High Severity Fire: Response and Uncertainty

Do high severity burns lead to conversion to new forest types or a shift from forests to shrublands or grasslands? How do wildlife respond to changing habitats? And, finally, what do these changes tell us about how these ecosystems will respond to climate change? We visited the sites of the 2000 Pumpkin Fire and 2003 Aspen Fire, and talked to researchers who have been studying how forests and wildlife respond to high severity burns. View the YouTube video here.


World of Wildland Fire – Intro to Wildland Fire Videos

This series of videos serves as an introduction to wildland fire and has been produced through the Wildfire Education & Training Collaborative (WETC). More in-depth videos will be added as they become available. WETC Mission Statement: To develop multiple sources of media, including but not limited to books, videos and classroom exercises, for the purpose …

Keeping Fire on the Ground: Resource Specialist Perspectives on the Kaibab National Forest

The importance of fire in many western ecosystems cannot be overstated. On the Kaibab National Forest, fire provides habitat for wildlife, maintains watersheds, and supports forest health and productivity. Fire also influences a wide range of values, resources, and ecosystem services. On the Kaibab, resource specialists have a strong understanding and appreciation for the benefits of fire, and they work closely with the fire staff to ensure that fire management and resource management are one in the same. View the YouTube video here.

The New Normal: Wildfire in the 21st Century

The New Normal: Wildfire in the 21st Century, is intended for public use. It explains current issues as they relate to fire management and what managers are doing to help build resilient landscapes. Please share widely and help spread the message about positive fire management.

There is growing recognition that many forests need fire to thin dense vegetation that chokes forest health and creates favorable settings for more destructive fires. Also, climate change has produced hotter, drier weather across the West, and this has directly led to more extreme wildfire behavior over the past few decades. View the YouTube video here. 

The 2014 San Juan Fire: Fuel Treatments and Fire Management

The San Juan fire ignited on June 26, 2014 on the White Mountain Apache Reservation and quickly entered the Apache-Sitgreaves National Forest. The fire was wind-driven for the first few days, and fire behavior was influenced by extremely dry fuel conditions related to long-term drought. However, as the fire moved to the southwest it encountered a series of fuels treatments done as part of the White Mountain Stewardship Contract and a habitat improvement partnership project. View the YouTube video here.


San Carlos Apache – Building a Culture of Fire

For the past decade, the San Carlos Apache fire and forestry staff has been working to reintroduce fire to the landscape through an expanding prescribed fire and managed wildfire program. Stephen J. Pyne narrates this video describing the 2014 fire season on San Carlos when the new approach to fire was tested with the simultaneous management of multiple prescribed burns as well as a number of wildfire starts. One of those starts, the Skunk Fire eventually grew to over 73,000 acres.


Every Fire is an Opportunity to Treat a Landscape

On the afternoon of May 20, the Slide Fire was reported towards the south end of Oak Creek Canyon between Flagstaff and Sedona, Arizona. The canyon is steep and rugged – not the type of country that firefighters prefer for taking on a fire directly. After the initial threat to nearby homes passed, fire managers decided to use a confine-and-contain strategy, drawing a large box around the fire perimeter and using low-intensity burnout operations to rob the main head of the fire of fuel. This video describes the how fire officials managed the Slide Fire, and how the chosen tactics lessened negative impacts to the forest and watershed while providing for the safety of the more than 1,200 firefighters working the fire. The indirect tactics used on the Slide Fire are part of a national trend, wildfires being managed in ways that can benefit the landscape even while actively accomplishing suppression and protection objectives. National and regional fire experts discuss these changing trends and how fire management can be further improved to lessen negative impacts and actually create benefits for ecosystems.

Click here for an accompanying “Every fire is an opportunity” write up containing more detail.

The Fire Laboratory: Forest Restoration on the Gila

Vast stands of ponderosa pine stretch across the Gila National Forest, a testament to the role of fire in this corner of the Southwest. For decades, fire managers on the Gila have been reintroducing fire back on to the landscape. This video introduces some of the people behind the story of fire on the Gila National Forest.

Click here for accompanying  “The Fire Laboratory” write up containing more detail.


Past Meets the Present: Using Old Burns in Fire Management

Over the past two decades the size of wildfires has dramatically increased across the Southwest. These large burned areas have become so common that newer wildfires are burning into and around them. Fire managers increasingly use these previous burns as treatments that either stop or slow fire spread. The interaction of past and current wildfires has important management and ecological consequences.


Task directions: Pull out each line of the records holding the string "unread".

Data for this exercise:
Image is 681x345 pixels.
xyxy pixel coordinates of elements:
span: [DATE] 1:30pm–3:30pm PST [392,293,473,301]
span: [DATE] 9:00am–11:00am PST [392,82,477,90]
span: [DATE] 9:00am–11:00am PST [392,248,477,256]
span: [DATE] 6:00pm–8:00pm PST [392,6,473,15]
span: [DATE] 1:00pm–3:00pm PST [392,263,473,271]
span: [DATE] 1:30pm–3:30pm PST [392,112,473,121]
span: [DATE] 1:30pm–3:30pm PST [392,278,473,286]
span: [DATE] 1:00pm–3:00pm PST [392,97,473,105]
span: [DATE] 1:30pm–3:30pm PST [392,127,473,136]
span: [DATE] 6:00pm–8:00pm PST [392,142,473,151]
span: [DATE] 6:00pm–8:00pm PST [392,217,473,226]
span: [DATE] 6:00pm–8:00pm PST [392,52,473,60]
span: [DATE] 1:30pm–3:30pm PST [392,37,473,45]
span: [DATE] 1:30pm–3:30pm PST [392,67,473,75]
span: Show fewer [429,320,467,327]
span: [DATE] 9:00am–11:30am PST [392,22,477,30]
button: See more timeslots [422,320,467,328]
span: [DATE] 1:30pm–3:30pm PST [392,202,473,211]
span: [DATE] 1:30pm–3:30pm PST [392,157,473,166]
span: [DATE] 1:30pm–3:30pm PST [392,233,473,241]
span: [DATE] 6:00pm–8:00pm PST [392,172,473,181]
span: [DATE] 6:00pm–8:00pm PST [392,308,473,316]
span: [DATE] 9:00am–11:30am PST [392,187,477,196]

* * *

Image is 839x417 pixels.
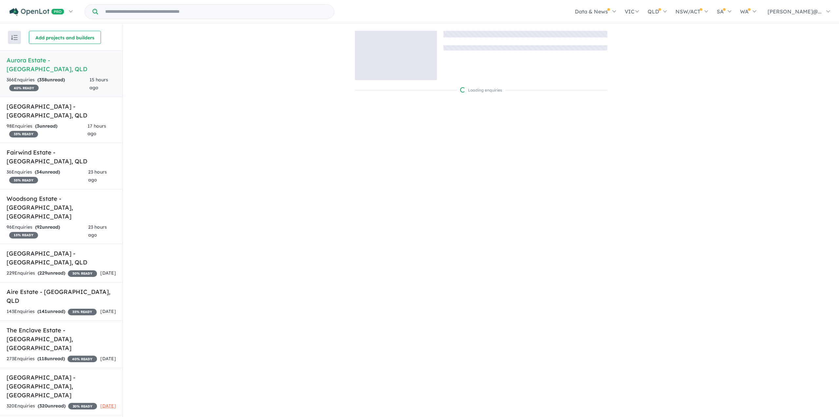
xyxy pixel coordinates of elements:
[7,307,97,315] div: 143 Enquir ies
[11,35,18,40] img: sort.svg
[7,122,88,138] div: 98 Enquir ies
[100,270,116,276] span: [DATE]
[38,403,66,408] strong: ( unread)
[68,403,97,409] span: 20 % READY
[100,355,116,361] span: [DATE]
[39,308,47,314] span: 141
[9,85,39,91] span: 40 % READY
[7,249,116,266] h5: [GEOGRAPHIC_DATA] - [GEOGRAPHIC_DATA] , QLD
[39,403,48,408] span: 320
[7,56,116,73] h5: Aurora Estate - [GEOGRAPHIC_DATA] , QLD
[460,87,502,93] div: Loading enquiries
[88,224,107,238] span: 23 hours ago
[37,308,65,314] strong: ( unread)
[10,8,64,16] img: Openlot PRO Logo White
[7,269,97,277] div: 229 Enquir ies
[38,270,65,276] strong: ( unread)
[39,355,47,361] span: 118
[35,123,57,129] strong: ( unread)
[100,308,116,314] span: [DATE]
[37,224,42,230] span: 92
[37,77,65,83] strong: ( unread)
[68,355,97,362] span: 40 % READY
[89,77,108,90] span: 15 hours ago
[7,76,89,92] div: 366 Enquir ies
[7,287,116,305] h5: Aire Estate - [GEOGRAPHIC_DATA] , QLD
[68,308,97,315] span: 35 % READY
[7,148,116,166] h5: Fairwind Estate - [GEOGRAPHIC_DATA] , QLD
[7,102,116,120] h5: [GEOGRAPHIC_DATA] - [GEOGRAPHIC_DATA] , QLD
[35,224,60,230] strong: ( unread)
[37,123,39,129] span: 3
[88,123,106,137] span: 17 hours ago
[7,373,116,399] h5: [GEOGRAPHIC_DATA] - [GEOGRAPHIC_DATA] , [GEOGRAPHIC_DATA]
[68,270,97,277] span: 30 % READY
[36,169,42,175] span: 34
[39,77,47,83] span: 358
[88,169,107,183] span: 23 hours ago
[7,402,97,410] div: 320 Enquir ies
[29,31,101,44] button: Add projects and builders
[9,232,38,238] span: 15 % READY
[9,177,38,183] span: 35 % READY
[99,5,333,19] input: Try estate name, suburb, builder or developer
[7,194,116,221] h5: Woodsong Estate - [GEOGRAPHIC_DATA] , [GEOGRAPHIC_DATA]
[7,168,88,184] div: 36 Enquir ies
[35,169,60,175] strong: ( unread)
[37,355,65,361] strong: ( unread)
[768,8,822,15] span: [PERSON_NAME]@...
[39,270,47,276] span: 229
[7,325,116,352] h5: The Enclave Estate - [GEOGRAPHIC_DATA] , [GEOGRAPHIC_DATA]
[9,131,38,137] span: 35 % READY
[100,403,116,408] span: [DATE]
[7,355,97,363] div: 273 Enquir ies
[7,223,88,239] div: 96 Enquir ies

Solution to this problem:
[38,403,66,408] strong: ( unread)
[37,308,65,314] strong: ( unread)
[38,270,65,276] strong: ( unread)
[35,123,57,129] strong: ( unread)
[37,77,65,83] strong: ( unread)
[35,224,60,230] strong: ( unread)
[35,169,60,175] strong: ( unread)
[37,355,65,361] strong: ( unread)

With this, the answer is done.